SFD & BMD Made Easy with Numerical||Step-by-Step Beam Analysis||sssirmechanics

2026-05-17

SFD & BMD Made Easy with Numerical||Step-by-Step Beam Analysis||sssirmechanics

Channel: sssirmechanics (95 subscribers)

Shear Force Diagrams (SFD) and Bending Moment Diagrams (BMD) are the foundational tools that every structural and mechanical engineer reaches for when sizing a beam. Before you can pick a cross-section, choose reinforcement, or even argue about deflection, you need to know where along the beam the internal forces peak — and that's exactly what these diagrams reveal.

This lecture walks through a worked numerical example step-by-step, which is the right way to learn this topic.
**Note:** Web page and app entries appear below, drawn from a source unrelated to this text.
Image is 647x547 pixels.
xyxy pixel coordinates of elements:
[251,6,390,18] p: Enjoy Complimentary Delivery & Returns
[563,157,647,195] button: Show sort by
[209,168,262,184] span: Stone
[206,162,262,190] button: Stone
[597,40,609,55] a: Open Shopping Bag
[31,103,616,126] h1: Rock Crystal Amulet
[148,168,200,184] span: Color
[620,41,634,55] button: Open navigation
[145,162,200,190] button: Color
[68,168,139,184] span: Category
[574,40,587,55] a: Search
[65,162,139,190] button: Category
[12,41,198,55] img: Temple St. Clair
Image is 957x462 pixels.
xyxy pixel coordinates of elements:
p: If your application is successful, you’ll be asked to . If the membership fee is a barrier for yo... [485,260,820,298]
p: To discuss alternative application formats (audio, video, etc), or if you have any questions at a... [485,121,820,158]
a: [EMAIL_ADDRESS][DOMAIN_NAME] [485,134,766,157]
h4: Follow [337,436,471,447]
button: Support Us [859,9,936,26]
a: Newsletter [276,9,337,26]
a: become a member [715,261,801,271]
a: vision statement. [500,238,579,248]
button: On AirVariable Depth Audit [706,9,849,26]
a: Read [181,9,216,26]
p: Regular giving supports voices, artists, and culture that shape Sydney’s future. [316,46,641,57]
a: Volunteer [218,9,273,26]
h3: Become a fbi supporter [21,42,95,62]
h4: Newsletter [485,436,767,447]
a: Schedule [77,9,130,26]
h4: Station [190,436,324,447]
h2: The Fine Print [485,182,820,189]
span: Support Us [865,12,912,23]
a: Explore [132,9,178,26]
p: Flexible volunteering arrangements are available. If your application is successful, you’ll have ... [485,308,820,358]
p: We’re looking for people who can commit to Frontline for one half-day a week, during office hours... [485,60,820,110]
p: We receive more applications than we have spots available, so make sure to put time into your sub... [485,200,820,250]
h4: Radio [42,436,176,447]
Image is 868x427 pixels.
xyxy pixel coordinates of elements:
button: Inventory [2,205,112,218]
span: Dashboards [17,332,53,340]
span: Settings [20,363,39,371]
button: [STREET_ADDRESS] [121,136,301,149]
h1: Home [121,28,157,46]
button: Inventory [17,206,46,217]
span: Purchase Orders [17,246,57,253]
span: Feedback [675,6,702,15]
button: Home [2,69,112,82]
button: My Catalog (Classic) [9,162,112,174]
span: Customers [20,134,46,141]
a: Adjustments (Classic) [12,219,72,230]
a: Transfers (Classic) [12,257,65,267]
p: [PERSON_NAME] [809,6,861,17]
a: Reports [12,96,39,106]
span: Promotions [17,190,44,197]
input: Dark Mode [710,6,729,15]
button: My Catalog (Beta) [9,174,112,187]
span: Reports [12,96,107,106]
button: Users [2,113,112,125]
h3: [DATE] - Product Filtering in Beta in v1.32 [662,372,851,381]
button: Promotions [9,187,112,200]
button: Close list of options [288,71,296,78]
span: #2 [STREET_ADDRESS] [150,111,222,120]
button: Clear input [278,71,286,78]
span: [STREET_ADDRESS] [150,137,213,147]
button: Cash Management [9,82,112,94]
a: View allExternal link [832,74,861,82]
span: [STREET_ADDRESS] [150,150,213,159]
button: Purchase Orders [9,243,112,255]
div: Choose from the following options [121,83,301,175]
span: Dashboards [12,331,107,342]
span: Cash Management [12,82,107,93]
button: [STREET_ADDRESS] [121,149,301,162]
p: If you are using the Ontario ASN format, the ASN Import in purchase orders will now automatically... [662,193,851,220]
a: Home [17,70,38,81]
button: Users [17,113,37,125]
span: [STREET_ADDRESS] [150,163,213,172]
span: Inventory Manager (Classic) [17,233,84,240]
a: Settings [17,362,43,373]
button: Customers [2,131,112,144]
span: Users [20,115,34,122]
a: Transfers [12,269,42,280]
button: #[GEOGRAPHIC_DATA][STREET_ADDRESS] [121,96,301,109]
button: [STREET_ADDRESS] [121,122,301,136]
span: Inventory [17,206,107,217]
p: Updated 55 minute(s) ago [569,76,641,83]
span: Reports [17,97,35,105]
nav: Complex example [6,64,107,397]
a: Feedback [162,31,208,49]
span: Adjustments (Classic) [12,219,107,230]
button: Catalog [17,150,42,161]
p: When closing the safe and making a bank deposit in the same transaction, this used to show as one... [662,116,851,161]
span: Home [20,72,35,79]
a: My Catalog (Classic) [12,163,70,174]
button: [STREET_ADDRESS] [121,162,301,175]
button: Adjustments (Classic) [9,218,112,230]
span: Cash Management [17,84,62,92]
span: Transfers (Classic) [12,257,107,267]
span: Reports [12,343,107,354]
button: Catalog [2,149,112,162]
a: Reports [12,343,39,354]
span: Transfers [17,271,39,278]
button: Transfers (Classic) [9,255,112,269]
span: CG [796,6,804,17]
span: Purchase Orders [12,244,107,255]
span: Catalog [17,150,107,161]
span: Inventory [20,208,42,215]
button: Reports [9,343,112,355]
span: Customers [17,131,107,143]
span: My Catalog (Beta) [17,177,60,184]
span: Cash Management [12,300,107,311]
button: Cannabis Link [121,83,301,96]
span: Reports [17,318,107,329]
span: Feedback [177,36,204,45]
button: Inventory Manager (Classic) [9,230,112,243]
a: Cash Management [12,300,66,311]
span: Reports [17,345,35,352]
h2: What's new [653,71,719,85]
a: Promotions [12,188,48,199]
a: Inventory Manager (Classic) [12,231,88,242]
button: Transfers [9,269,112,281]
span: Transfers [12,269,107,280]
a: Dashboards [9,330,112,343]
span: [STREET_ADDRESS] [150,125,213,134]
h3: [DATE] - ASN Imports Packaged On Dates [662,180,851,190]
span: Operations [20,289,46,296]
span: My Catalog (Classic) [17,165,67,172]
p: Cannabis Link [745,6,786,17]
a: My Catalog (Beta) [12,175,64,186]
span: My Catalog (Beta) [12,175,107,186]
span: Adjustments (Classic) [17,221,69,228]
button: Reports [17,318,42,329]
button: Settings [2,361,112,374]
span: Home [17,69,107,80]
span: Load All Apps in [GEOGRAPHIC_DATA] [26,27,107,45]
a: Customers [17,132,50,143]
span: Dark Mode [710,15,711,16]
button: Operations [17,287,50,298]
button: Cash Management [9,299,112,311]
The general procedure is straightforward but unforgiving: resolve the supports using equilibrium, cut the beam at each load discontinuity, write the shear and moment as functions of position, and plot. The traps are in the sign conventions and the boundary conditions at point loads versus distributed loads — places where a careful instructor adds real value over a textbook.

What makes this worth picking over the other beam-analysis candidates: the competing videos either lean on proprietary software (ProtaStructure), sell a spreadsheet, or are 30-second shorts that skip the derivation entirely. A patient numerical walkthrough on a chalkboard or whiteboard, from a small channel focused on mechanics fundamentals, is the format that actually builds the skill. If you can hand-solve SFD/BMD for a beam with mixed point loads and a UDL, you understand the physics the software is doing for you.

Why watch: A patient, hand-worked SFD/BMD example is the single best way to internalize how internal forces vary along a loaded beam.